Laboratory data including lactate dehydrogenase (LDH), neutrophil‐lymphocyte ratio (NLR), liver enzymes [alkaline phosphatase (ALP), aspartate transaminase (AST), alanine transaminase (ALT)], bilirubin, serum calcium, sodium, potassium, magnesium, creatine phosphokinase (CPK), C‐reactive protein (CRP), erythrocyte sedimentation rate (ESR), CPK‐MB, partial thromboplastin time (PTT), prothrombin time (PT), international normalized ratio (INR), urea, O2 saturation, and serum creatinine were also recorded. The duration of the fever period and the day of hospital discharge were studied as secondary outcomes.

2.2. Statistical analysis

The Shapiro–Wilk test was used for checking the normality of the data distribution.
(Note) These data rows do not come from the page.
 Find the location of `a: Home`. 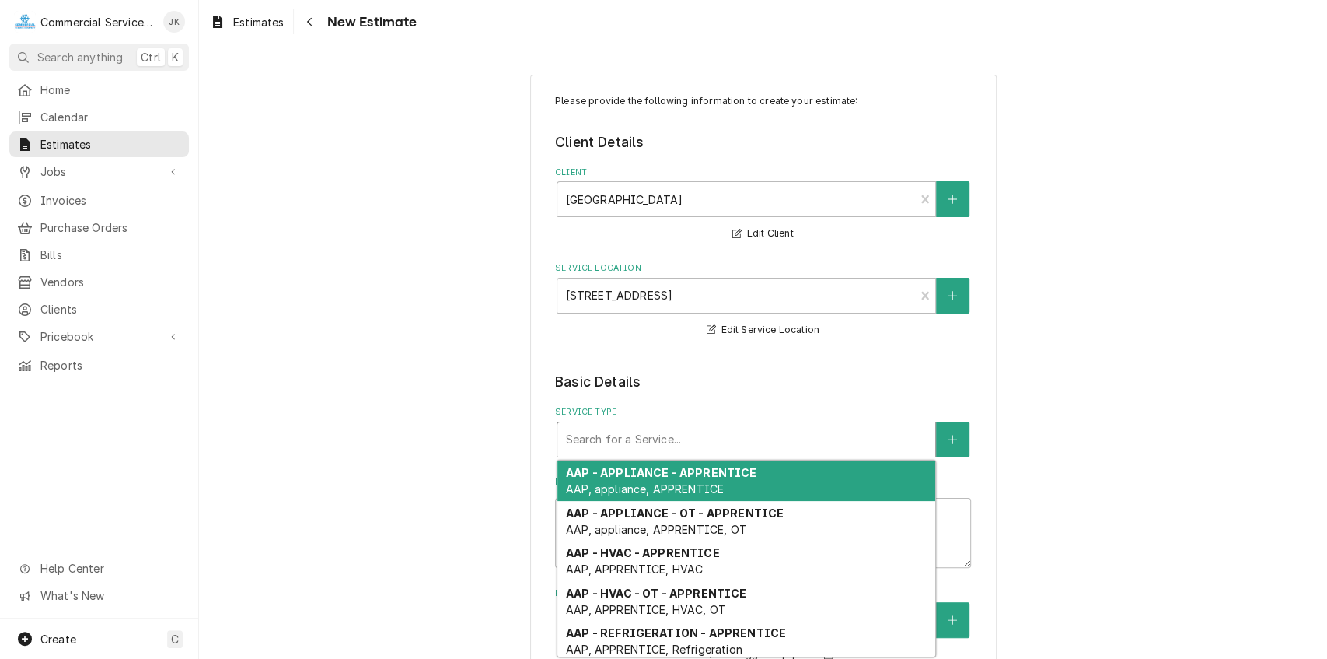

a: Home is located at coordinates (99, 89).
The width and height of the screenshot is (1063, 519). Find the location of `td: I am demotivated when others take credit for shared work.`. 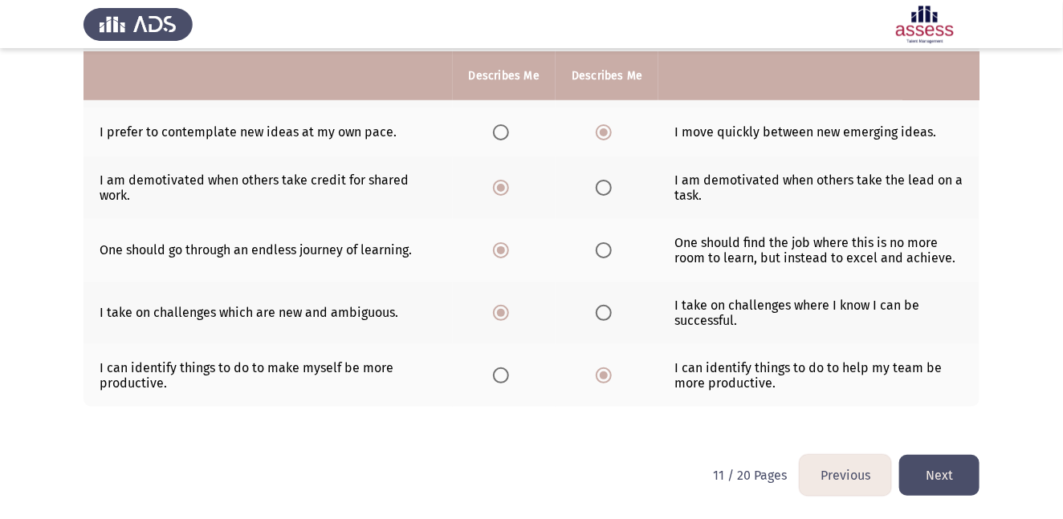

Quantitative variables were presented as mean ± standard deviation (SD) or median [interquartile range (IQR)]. Differences between the groups were compared respectively by independent t‐test or Mann–Whitney U test. SPSS software version 21.0 was used for statistical analysis. p‐values < .05 were considered statistically significant.

3. RESULTS

3.1. Demographic features and clinical symptoms

A total of 19 patients received Fingolimod and 21 patients were in the control group. About 67% of patients in the control group and 53% of patients in the intervention group were males (p = .36). The mean age of all patients was 60.18 ± 18.91 years old and there was not a significant difference between the groups (58.59 vs. 61.88, p = .62). The most common clinical symptom among all patients was cough. However, there was no significant difference between the two arms in terms of clinical symptoms, including; asthma, dry or productive cough, anorexia, anosmia, and fatigue (p > .05). Demographic features and clinical symptoms of patients are shown in Table 1.

TABLE 1.

Demographic features and clinical symptoms of COVID‐19 patients

Features Participants p‐value*
Control (n = 21) Intervention (n = 19) Total (n = 40)
Sex
Male 14 (67%) 10 (53%) 24 (60%) .36
Female 7 (33%) 9 (47%) 26 (40%)
Age (years) 61.88 ± 19.35 58.59 ± 18.93 60.18 ± 18.91 .62
Asthma
Negative 14 (66.7%) 18 (94.7%) 32 (80%) .10
Mild 4 (19%) 1(5.3%) 5 (12.5%)
Moderate 2 (9.5%) 0 (0%) 2 (5%)
Severe 1 (4.8%) 0 (0%) 1 (2.5%)
Dry cough
Negative 17 (81%) 18 (94.7%) 35 (87.5%) 1.00
Mild 2 (9.5%) 1(5.3%) 3 (7.5%)
Moderate 1 (4.8%) 0 (0%) 1 (2.5%)
Severe 1 (4.8%) 0 (0%) 1 (2.5%)
Productive cough
Negative 19 (90.5%) 19 (100%) 38 (95%) 1.00
Mild 1 (4.8%) 0 (0%) 1 (2.5%)
Moderate 0 (0%) 0 (0%) 0 (0%)
Severe 1 (4.8%) 0 (0%) 1 (2.5%)
Anorexia
Negative 17 (81%) 17 (89.5%) 34 (85%) 1.00
Mild 2 (9.5%) 2 (10%) 4 (10%)
Moderate 1 (4.8%) 0 (0%) 1 (2.5%)
Severe 1 (4.8%) 0 (0%) 1 (2.5%)
Anosmia
Negative 20 (95.2%) 19 (100%) 39 (97.5%) 1.00
Mild 0 (0%) 0 (0%) 0 (0%)
Moderate 0 (0%) 0 (0%) 0 (0%)
Severe 1 (4.8%) 0 (0%) 1 (2.5%)
Fatigue
Negative 14 (66.7%) 14 (73.7%) 28 (70%) .26
Mild 3 (14.3%) 5 (26.3%) 8 (20%)
Moderate 3 (14.3%) 0 (0%) 3 (7.5%)
Severe 1 (4.8%) 0 (0%) 1 (2.5%)
*

Chi‐square or fisher's exact test was used and p‐value<.05 was considered statistically significant. The severity of symptoms was determined by physicians based on national protocols.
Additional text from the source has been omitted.